He was particularly proud of his distinguished connexions, which he possessed partly through my mother’s family and partly through the companions of his youth, with whom in his secret heart he was angry because they had all risen high in rank while he remained a retired lieutenant of the Guards. Like all retired military men he had no talent for choosing fashionable dress; but he made up for it by dressing with originality and elegance. He always wore light loose-fitting clothes and beautiful linen with large turndown cuffs and collars… Indeed, everything suited his tall figure and powerful build, the bald head and quiet assured movements. He was emotional and even easily moved to tears. Often when reading aloud and he came to a pathetic passage his voice would falter, tears would appear in his eyes and he would put down the book in vexation. He loved music and accompanying himself on the piano sang the love-songs of his friend A— or the gipsy ballads or arias from operas; but he found no pleasure in classical music and regardless of accepted opinion frankly said that Beethoven’s sonatas sent him to sleep and bored him, and that he knew nothing finer than Do not wake me, a young girl as sung by Semionova and Not alone when the gipsy girl Tanyusha sang it. He had a nature that required his good deeds to be noted. And he only approved what was approved by the public. Heaven only knows whether he had any moral convictions. His life was so full of all kinds of amusements that he had no time to form convictions, and besides, he was so fortunate in life that he saw no necessity to do so.

As he grew older his opinions set and his rules of conduct became immutable – but solely on practical grounds. Those actions and the manner of life which afforded him happiness or pleasure he considered right, and held that everybody else should behave likewise. He talked very persuasively and this faculty, it seemed to me, increased the elasticity of his principles: he could describe one and the same action as the most delightful piece of mischief or as the most abject villainy.

11 . IN THE STUDY AND THE DRAWING-ROOM

It was getting dark by the time we reached home. Mamma sat down at the piano and we children fetched paper, pencils and paints, and settled ourselves at the round table to draw. I only had blue paint; but for all that I took it into my head to draw a picture of the hunt. After representing in very lively style a blue boy on a blue horse, and some blue dogs, I stopped, uncertain whether one could paint a blue hare, and ran into papa’s study to consult him. Papa was reading something and in answer to my question ‘Are there blue hares?’ replied without lifting his head, ‘Yes, my dear, there are.’ Returning to the round table, I painted a blue hare but then found it necessary to turn it into a bush. I did not like the bush either and made it into a tree, then the tree into a hayrick, and the hayrick into a cloud, until finally I had so smeared my whole sheet of paper with blue paint that I tore it up in vexation and went off to meditate in the high-backed arm-chair.

Mamma was playing the second concerto of Field, her music-master. I sat day-dreaming, and airy luminous transparent recollections appeared in my imagination. She started playing Beethoven’s Sonate pathétique and my memories became sad, oppressive and gloomy. Mamma often played those two pieces and so I well remember the feelings they aroused in me. They resembled memories – but memories of what? It almost seemed as if I were remembering something that had never been.

Opposite me was the door into the study and I saw Yakov and some other men, bearded and in peasant coats, go in. The door immediately closed behind them. ‘Well,’ I thought, ‘they have begun business now!’ It seemed to me that nothing in the world could be more important than the business which was being transacted in the study. This idea of mine was confirmed by the fact that generally everybody who approached the study door spoke in whispers and walked on tiptoe; while from the study came the sound of papa’s loud voice and the scent of his cigar – which always attracted me very much, I don’t know why. Half asleep, I suddenly heard a familiar squeak of boots in the butler’s pantry. Karl Ivanych with some papers in his hand crept up to the door on tiptoe but with a gloomy and determined look, and knocked lightly. He was admitted and the door shut fast again.

‘If only something dreadful does not happen,’ I thought. ‘Karl Ivanych is angry: he might do anything…’

Again I dozed off.

But no disaster occurred: about an hour later the same creaking of boots woke me. Karl Ivanych emerged from the study, with his handkerchief wiping away the tears which I could see on his cheeks and muttering to himself as he went upstairs.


No line before the one holding "Can you tell me the bounding box of clothing?" is to be copied; that line and all after it, through the end of the listing, are returned exactly, minus pictures.
== The data ==
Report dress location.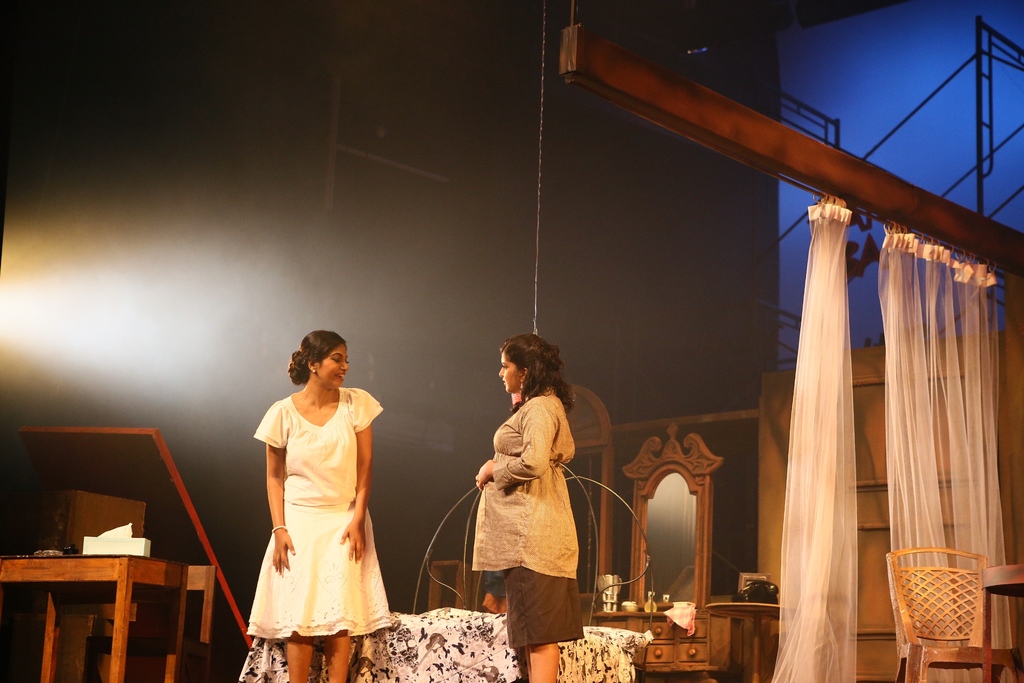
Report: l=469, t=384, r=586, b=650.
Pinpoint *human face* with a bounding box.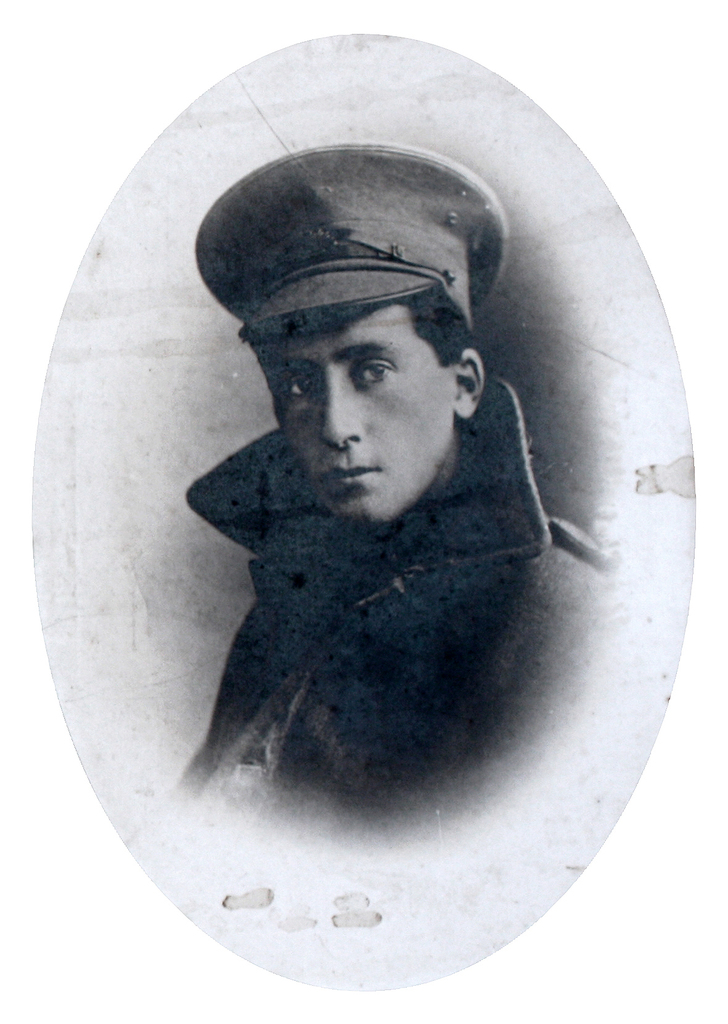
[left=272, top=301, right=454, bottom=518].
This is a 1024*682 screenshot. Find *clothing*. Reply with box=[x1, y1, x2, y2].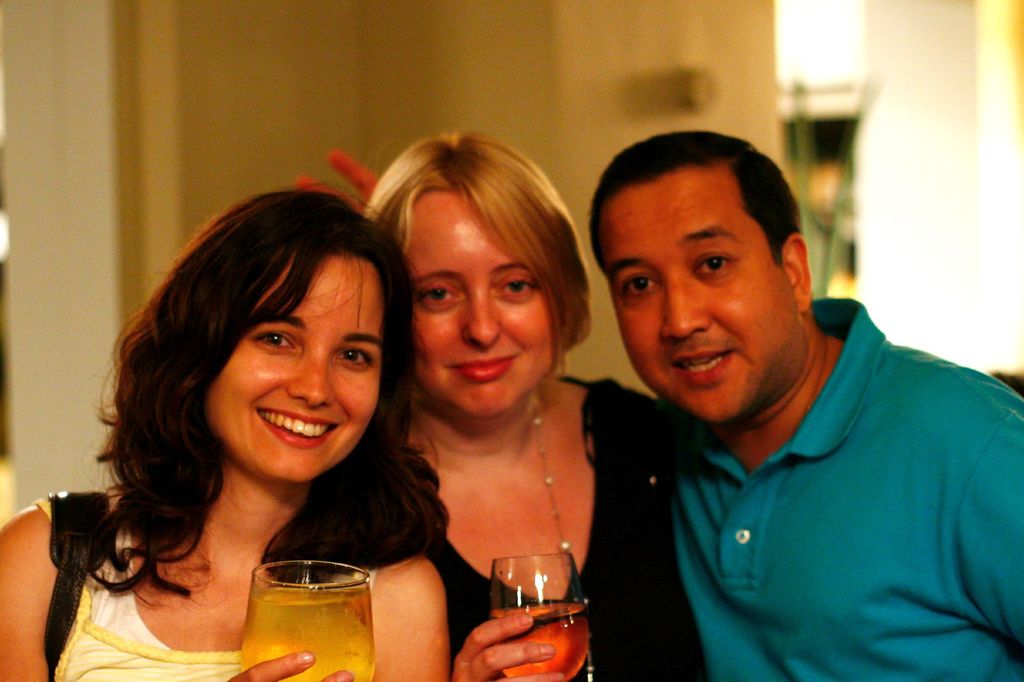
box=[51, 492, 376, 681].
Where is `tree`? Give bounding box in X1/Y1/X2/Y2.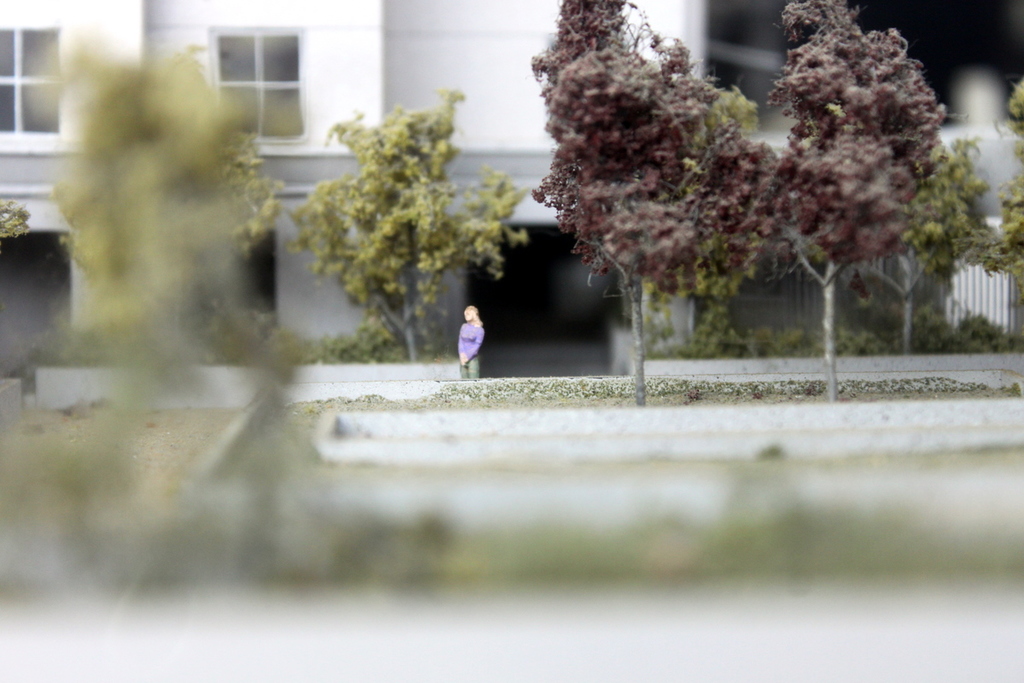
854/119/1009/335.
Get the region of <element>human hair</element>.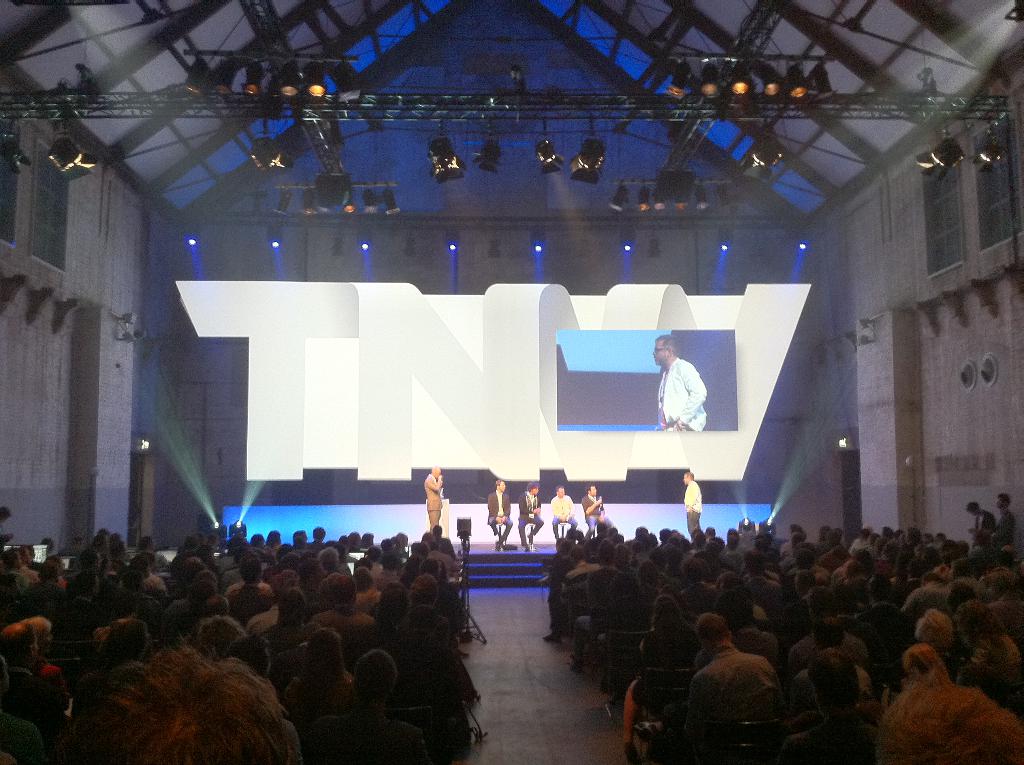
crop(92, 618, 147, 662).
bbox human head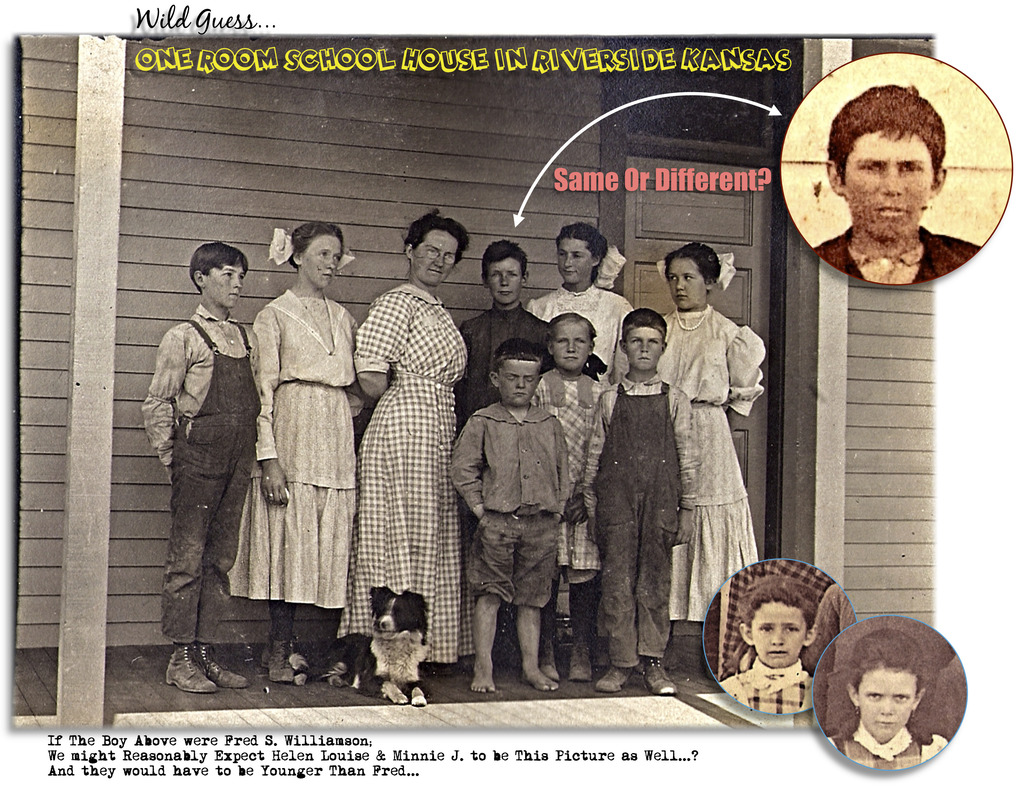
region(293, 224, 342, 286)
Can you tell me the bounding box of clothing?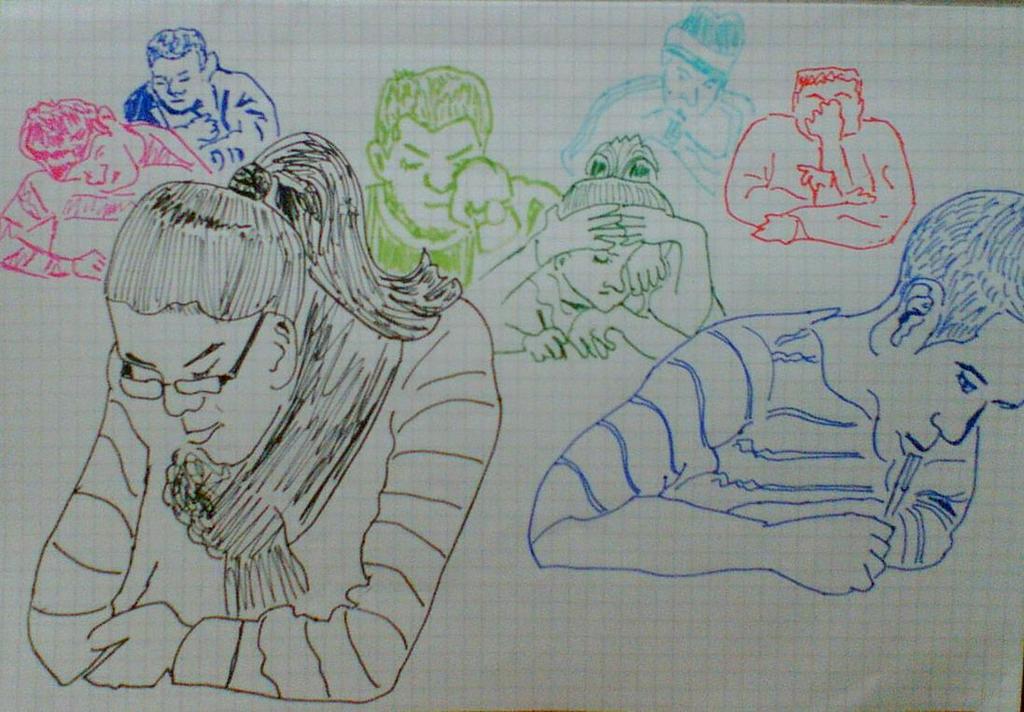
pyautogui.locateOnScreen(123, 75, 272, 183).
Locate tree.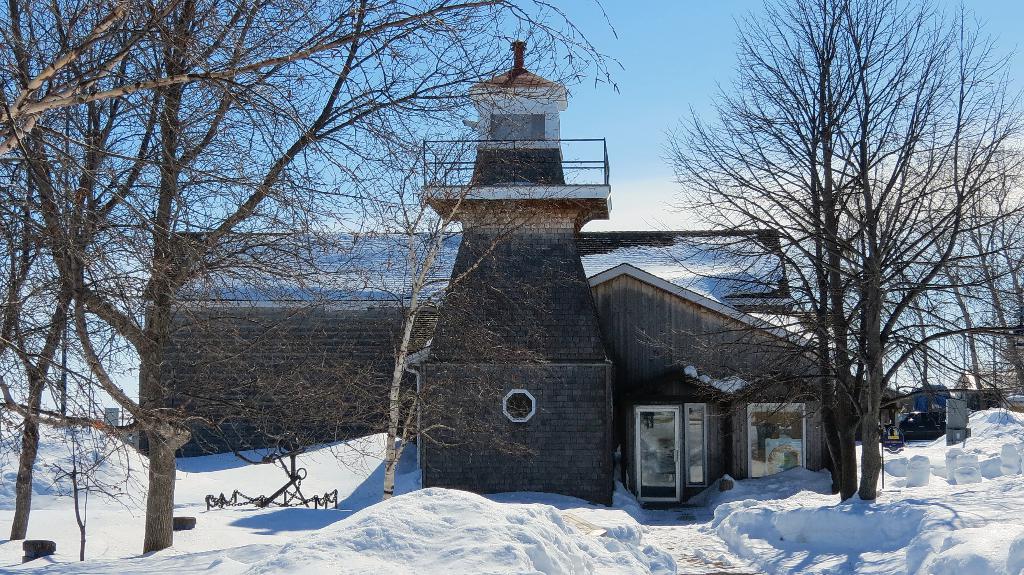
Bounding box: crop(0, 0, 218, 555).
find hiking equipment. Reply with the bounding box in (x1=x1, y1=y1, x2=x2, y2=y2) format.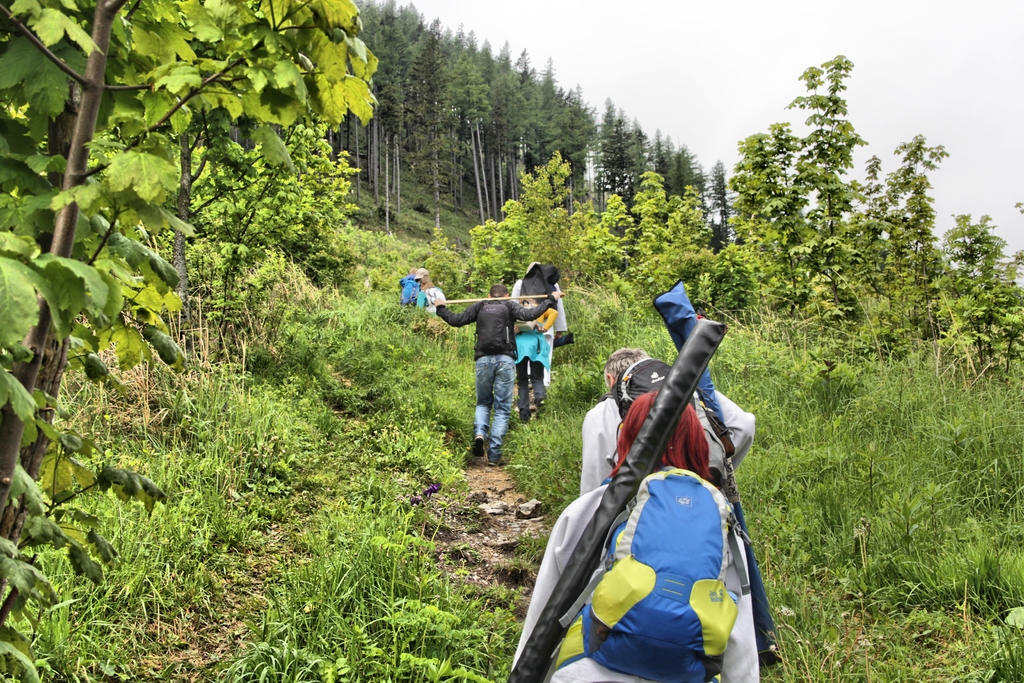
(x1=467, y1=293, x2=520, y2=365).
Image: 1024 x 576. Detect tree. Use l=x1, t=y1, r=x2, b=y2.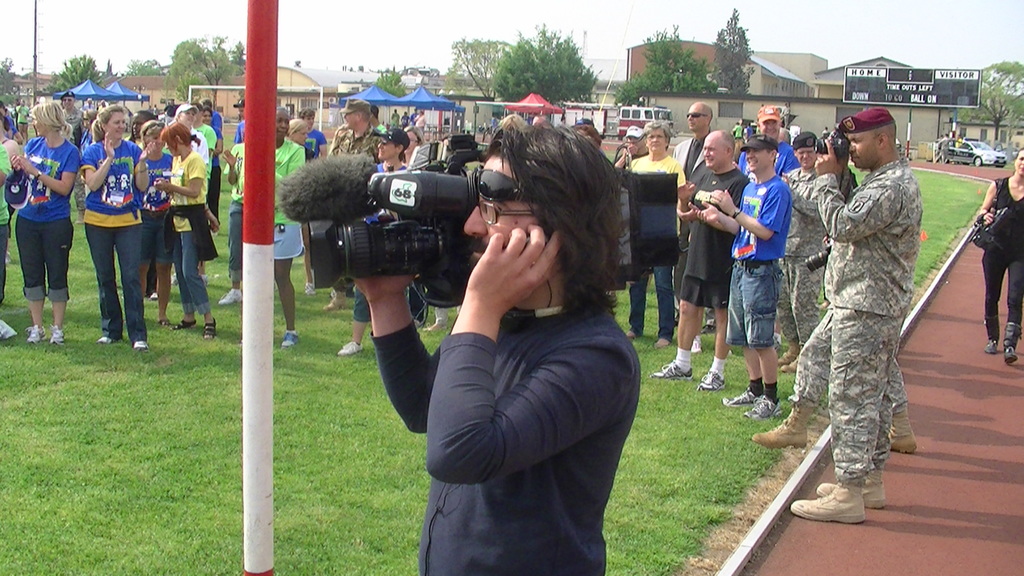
===
Answer area.
Can you tell me the bounding box of clothing?
pyautogui.locateOnScreen(123, 75, 272, 183).
Locate tree.
Bounding box: crop(0, 0, 218, 555).
find hiking equipment. Reply with the bounding box in (x1=x1, y1=y1, x2=x2, y2=y2) format.
(x1=467, y1=293, x2=520, y2=365).
Image: 1024 x 576. Detect tree. Use l=x1, t=y1, r=x2, b=y2.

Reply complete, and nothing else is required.